What is a good net revenue retention rate for SaaS?

A good NRR for SaaS is above 100%, meaning existing customers grow in revenue without new acquisitions. Series A companies should target 100-112% NRR. Growth-stage companies should target 110-125%. Top-quartile SaaS companies achieve 120-130%+ NRR. SMB-focused products often see NRR below 100% because there is less expansion capacity per account.

How does SaaS retention benchmark by company stage?

Seed-stage companies (under $1M ARR) benchmark at 80-85% annual logo retention. Series A companies ($1M-$10M ARR) benchmark at 88-92%. Growth-stage companies ($10M-$50M ARR) benchmark at 93-97%. Scale-stage companies above $50M ARR benchmark at 95-98%. These benchmarks improve at each stage because the customer profile sharpens and the ICP mismatch churn that hits early-stage products decreases.

How do I find retention benchmarks for my specific SaaS vertical?
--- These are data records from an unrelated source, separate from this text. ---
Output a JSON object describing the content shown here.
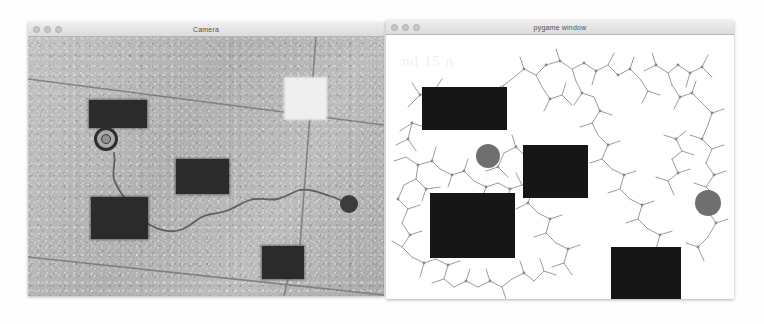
{
  "page": {
    "background": "#fefefe",
    "width": 764,
    "height": 324
  },
  "windows": [
    {
      "id": "camera",
      "title": "Camera",
      "controls": [
        "close",
        "minimize",
        "zoom"
      ],
      "bounds": {
        "left": 28,
        "top": 22,
        "width": 356,
        "height": 274
      },
      "content_type": "camera-feed"
    },
    {
      "id": "pygame",
      "title": "pygame window",
      "controls": [
        "close",
        "minimize",
        "zoom"
      ],
      "bounds": {
        "left": 386,
        "top": 20,
        "width": 348,
        "height": 279
      },
      "content_type": "rrt-planner-canvas"
    }
  ],
  "camera_view": {
    "background_color": "#b4b4b4",
    "obstacles": [
      {
        "x": 61,
        "y": 63,
        "w": 58,
        "h": 28
      },
      {
        "x": 148,
        "y": 122,
        "w": 53,
        "h": 35
      },
      {
        "x": 63,
        "y": 160,
        "w": 57,
        "h": 42
      },
      {
        "x": 234,
        "y": 209,
        "w": 42,
        "h": 33
      }
    ],
    "bright_square": {
      "x": 256,
      "y": 40,
      "w": 43,
      "h": 43,
      "color": "#efefef"
    },
    "robot_marker": {
      "x": 78,
      "y": 102,
      "r": 12,
      "color": "#2e2e2e"
    },
    "goal_marker": {
      "x": 321,
      "y": 167,
      "r": 9,
      "color": "#3c3c3c"
    },
    "grout_lines": [
      {
        "x1": 0,
        "y1": 42,
        "x2": 356,
        "y2": 86
      },
      {
        "x1": 0,
        "y1": 222,
        "x2": 356,
        "y2": 259
      },
      {
        "x1": 286,
        "y1": 0,
        "x2": 272,
        "y2": 210
      },
      {
        "x1": 268,
        "y1": 210,
        "x2": 259,
        "y2": 259
      }
    ],
    "traced_path_color": "#5a5a5a"
  },
  "pygame_view": {
    "background_color": "#ffffff",
    "tree_color": "#9a9a9a",
    "node_color": "#8a8a8a",
    "obstacles": [
      {
        "x": 36,
        "y": 52,
        "w": 85,
        "h": 43
      },
      {
        "x": 137,
        "y": 110,
        "w": 65,
        "h": 53
      },
      {
        "x": 44,
        "y": 158,
        "w": 85,
        "h": 65
      },
      {
        "x": 225,
        "y": 212,
        "w": 70,
        "h": 52
      }
    ],
    "start_circle": {
      "x": 102,
      "y": 121,
      "r": 12,
      "color": "#6f6f6f"
    },
    "goal_circle": {
      "x": 322,
      "y": 168,
      "r": 13,
      "color": "#6f6f6f"
    },
    "ghost_text": "nd 15 n"
  }
}
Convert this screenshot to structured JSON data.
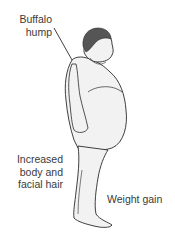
{
  "illustration": {
    "subject": "side-view line drawing of an obese standing man",
    "colors": {
      "background": "#ffffff",
      "outline": "#2a2a2a",
      "skin_fill": "#f2f2f2",
      "hair_fill": "#555555",
      "label_text": "#3a3a3a"
    }
  },
  "labels": {
    "buffalo_hump": {
      "lines": [
        "Buffalo",
        "hump"
      ]
    },
    "hair": {
      "lines": [
        "Increased",
        "body and",
        "facial hair"
      ]
    },
    "weight": {
      "lines": [
        "Weight gain"
      ]
    }
  }
}
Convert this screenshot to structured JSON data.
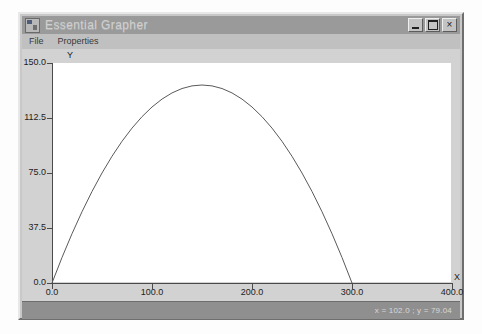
{
  "window": {
    "title": "Essential Grapher",
    "icon": "app-graph-icon",
    "controls": [
      {
        "name": "minimize",
        "glyph": ""
      },
      {
        "name": "maximize",
        "glyph": ""
      },
      {
        "name": "close",
        "glyph": "×"
      }
    ]
  },
  "menubar": {
    "items": [
      {
        "label": "File"
      },
      {
        "label": "Properties"
      }
    ]
  },
  "statusbar": {
    "coordinates": "x = 102.0 ; y = 79.04"
  },
  "chart_data": {
    "type": "line",
    "title": "",
    "xlabel": "X",
    "ylabel": "Y",
    "xlim": [
      0,
      400
    ],
    "ylim": [
      0,
      150
    ],
    "xticks": [
      0,
      100,
      200,
      300,
      400
    ],
    "xticklabels": [
      "0.0",
      "100.0",
      "200.0",
      "300.0",
      "400.0"
    ],
    "yticks": [
      0,
      37.5,
      75,
      112.5,
      150
    ],
    "yticklabels": [
      "0.0",
      "37.5",
      "75.0",
      "112.5",
      "150.0"
    ],
    "grid": false,
    "legend": false,
    "series": [
      {
        "name": "parabola",
        "color": "#5a5a5a",
        "expression": "y = 1.8x - 0.006x^2",
        "x": [
          0,
          10,
          20,
          30,
          40,
          50,
          60,
          70,
          80,
          90,
          100,
          110,
          120,
          130,
          140,
          150,
          160,
          170,
          180,
          190,
          200,
          210,
          220,
          230,
          240,
          250,
          260,
          270,
          280,
          290,
          300,
          310
        ],
        "y": [
          0.0,
          17.4,
          33.6,
          48.6,
          62.4,
          75.0,
          86.4,
          96.6,
          105.6,
          113.4,
          120.0,
          125.4,
          129.6,
          132.6,
          134.4,
          135.0,
          134.4,
          132.6,
          129.6,
          125.4,
          120.0,
          113.4,
          105.6,
          96.6,
          86.4,
          75.0,
          62.4,
          48.6,
          33.6,
          17.4,
          0.0,
          -18.6
        ]
      }
    ]
  }
}
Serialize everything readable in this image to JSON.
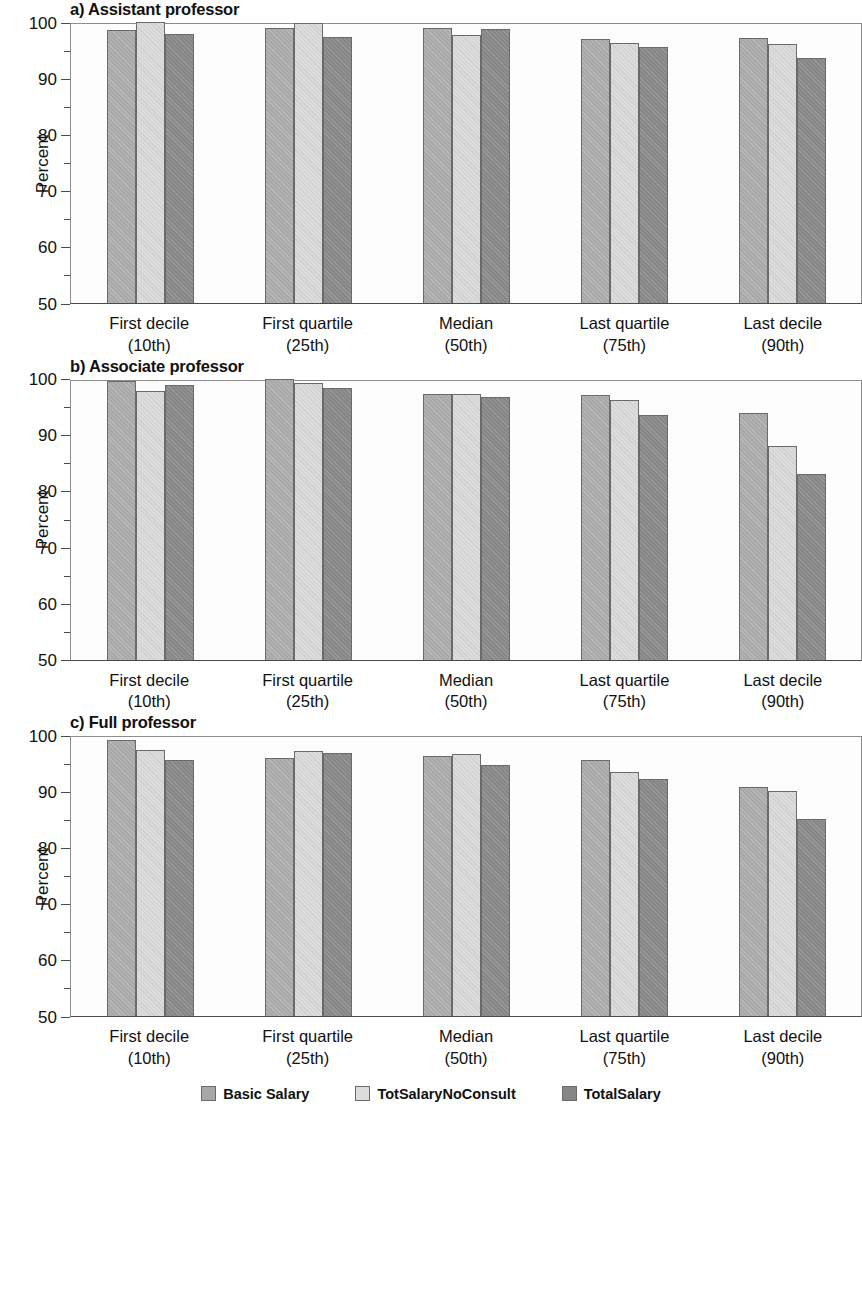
{
  "figure": {
    "ylabel": "Percent",
    "series": [
      {
        "name": "Basic Salary",
        "color": "#a8a8a8"
      },
      {
        "name": "TotSalaryNoConsult",
        "color": "#dcdcdc"
      },
      {
        "name": "TotalSalary",
        "color": "#868686"
      }
    ],
    "categories": [
      {
        "line1": "First decile",
        "line2": "(10th)"
      },
      {
        "line1": "First quartile",
        "line2": "(25th)"
      },
      {
        "line1": "Median",
        "line2": "(50th)"
      },
      {
        "line1": "Last quartile",
        "line2": "(75th)"
      },
      {
        "line1": "Last decile",
        "line2": "(90th)"
      }
    ],
    "y_ticks_major": [
      "100",
      "90",
      "80",
      "70",
      "60",
      "50"
    ],
    "panels": [
      {
        "title": "a) Assistant professor"
      },
      {
        "title": "b) Associate professor"
      },
      {
        "title": "c) Full professor"
      }
    ]
  },
  "chart_data": [
    {
      "type": "bar",
      "title": "a) Assistant professor",
      "xlabel": "",
      "ylabel": "Percent",
      "ylim": [
        50,
        100
      ],
      "yticks": [
        50,
        60,
        70,
        80,
        90,
        100
      ],
      "minor_yticks": [
        55,
        65,
        75,
        85,
        95
      ],
      "grid": false,
      "legend_position": "bottom",
      "categories": [
        "First decile (10th)",
        "First quartile (25th)",
        "Median (50th)",
        "Last quartile (75th)",
        "Last decile (90th)"
      ],
      "series": [
        {
          "name": "Basic Salary",
          "values": [
            98.5,
            98.9,
            98.9,
            97.0,
            97.2
          ]
        },
        {
          "name": "TotSalaryNoConsult",
          "values": [
            100.4,
            99.9,
            97.7,
            96.2,
            96.0
          ]
        },
        {
          "name": "TotalSalary",
          "values": [
            97.9,
            97.4,
            98.8,
            95.6,
            93.6
          ]
        }
      ]
    },
    {
      "type": "bar",
      "title": "b) Associate professor",
      "xlabel": "",
      "ylabel": "Percent",
      "ylim": [
        50,
        100
      ],
      "yticks": [
        50,
        60,
        70,
        80,
        90,
        100
      ],
      "minor_yticks": [
        55,
        65,
        75,
        85,
        95
      ],
      "grid": false,
      "legend_position": "bottom",
      "categories": [
        "First decile (10th)",
        "First quartile (25th)",
        "Median (50th)",
        "Last quartile (75th)",
        "Last decile (90th)"
      ],
      "series": [
        {
          "name": "Basic Salary",
          "values": [
            99.6,
            100.7,
            97.2,
            97.0,
            93.8
          ]
        },
        {
          "name": "TotSalaryNoConsult",
          "values": [
            97.7,
            99.2,
            97.3,
            96.2,
            88.0
          ]
        },
        {
          "name": "TotalSalary",
          "values": [
            98.9,
            98.4,
            96.8,
            93.5,
            83.0
          ]
        }
      ]
    },
    {
      "type": "bar",
      "title": "c) Full professor",
      "xlabel": "",
      "ylabel": "Percent",
      "ylim": [
        50,
        100
      ],
      "yticks": [
        50,
        60,
        70,
        80,
        90,
        100
      ],
      "minor_yticks": [
        55,
        65,
        75,
        85,
        95
      ],
      "grid": false,
      "legend_position": "bottom",
      "categories": [
        "First decile (10th)",
        "First quartile (25th)",
        "Median (50th)",
        "Last quartile (75th)",
        "Last decile (90th)"
      ],
      "series": [
        {
          "name": "Basic Salary",
          "values": [
            99.2,
            96.0,
            96.2,
            95.6,
            90.8
          ]
        },
        {
          "name": "TotSalaryNoConsult",
          "values": [
            97.4,
            97.2,
            96.6,
            93.5,
            90.0
          ]
        },
        {
          "name": "TotalSalary",
          "values": [
            95.5,
            96.9,
            94.6,
            92.1,
            85.0
          ]
        }
      ]
    }
  ]
}
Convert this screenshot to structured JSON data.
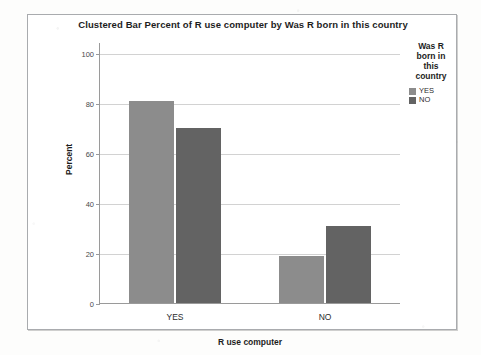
{
  "chart_data": {
    "type": "bar",
    "title": "Clustered Bar Percent of R use computer by Was R born in this country",
    "xlabel": "R use computer",
    "ylabel": "Percent",
    "categories": [
      "YES",
      "NO"
    ],
    "series": [
      {
        "name": "YES",
        "color": "#8c8c8c",
        "values": [
          81,
          19
        ]
      },
      {
        "name": "NO",
        "color": "#636363",
        "values": [
          70,
          31
        ]
      }
    ],
    "legend_title": "Was R born in this country",
    "legend_position": "right",
    "ylim": [
      0,
      100
    ],
    "yticks": [
      0,
      20,
      40,
      60,
      80,
      100
    ],
    "ytick_labels": [
      "0",
      "20",
      "40",
      "60",
      "80",
      "100"
    ],
    "grid": true,
    "grid_axis": "y"
  },
  "legend": {
    "title_lines": [
      "Was R",
      "born in",
      "this",
      "country"
    ],
    "items": [
      {
        "label": "YES",
        "color": "#8c8c8c"
      },
      {
        "label": "NO",
        "color": "#636363"
      }
    ]
  }
}
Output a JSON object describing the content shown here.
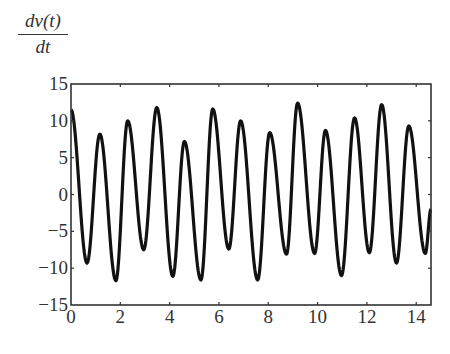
{
  "chart_data": {
    "type": "line",
    "title": "",
    "xlabel": "",
    "ylabel": "dv(t)/dt",
    "ylabel_numerator": "dv(t)",
    "ylabel_denominator": "dt",
    "xlim": [
      0,
      14.6
    ],
    "ylim": [
      -15,
      15
    ],
    "xticks": [
      0,
      2,
      4,
      6,
      8,
      10,
      12,
      14
    ],
    "yticks": [
      15,
      10,
      5,
      0,
      -5,
      -10,
      -15
    ],
    "ytick_labels": [
      "15",
      "10",
      "5",
      "0",
      "−5",
      "−10",
      "−15"
    ],
    "grid": false,
    "legend": null,
    "line_color": "#111111",
    "series": [
      {
        "name": "dv(t)/dt",
        "x": [
          0,
          0.65,
          1.17,
          1.82,
          2.3,
          2.95,
          3.48,
          4.13,
          4.6,
          5.27,
          5.75,
          6.4,
          6.88,
          7.57,
          8.06,
          8.74,
          9.19,
          9.88,
          10.32,
          10.97,
          11.5,
          12.1,
          12.6,
          13.2,
          13.7,
          14.37,
          14.6
        ],
        "y": [
          11.5,
          -9.3,
          8.2,
          -11.7,
          10.0,
          -7.5,
          11.8,
          -11.1,
          7.2,
          -11.6,
          11.6,
          -7.4,
          10.0,
          -11.6,
          8.4,
          -8.1,
          12.4,
          -8.0,
          8.7,
          -11.0,
          10.4,
          -7.9,
          12.2,
          -9.3,
          9.3,
          -8.0,
          -2.0
        ]
      }
    ]
  }
}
Generic SaaS benchmarks mask 3-4x variance between high-retention verticals (healthcare IT, legal tech, fintech) and low-retention verticals (consumer productivity, horizontal SMB tools). Use the RetentionCheck benchmarks tool at /churn-benchmarks to find the benchmark for your specific industry and segment combination. Cross-referencing your retention rate against a vertical-specific benchmark gives a more accurate read on whether you have a retention problem.

Related Articles

Tools and Data

Stop guessing. Analyze your actual churn data.

Paste cancellation feedback and get AI-powered insights in seconds.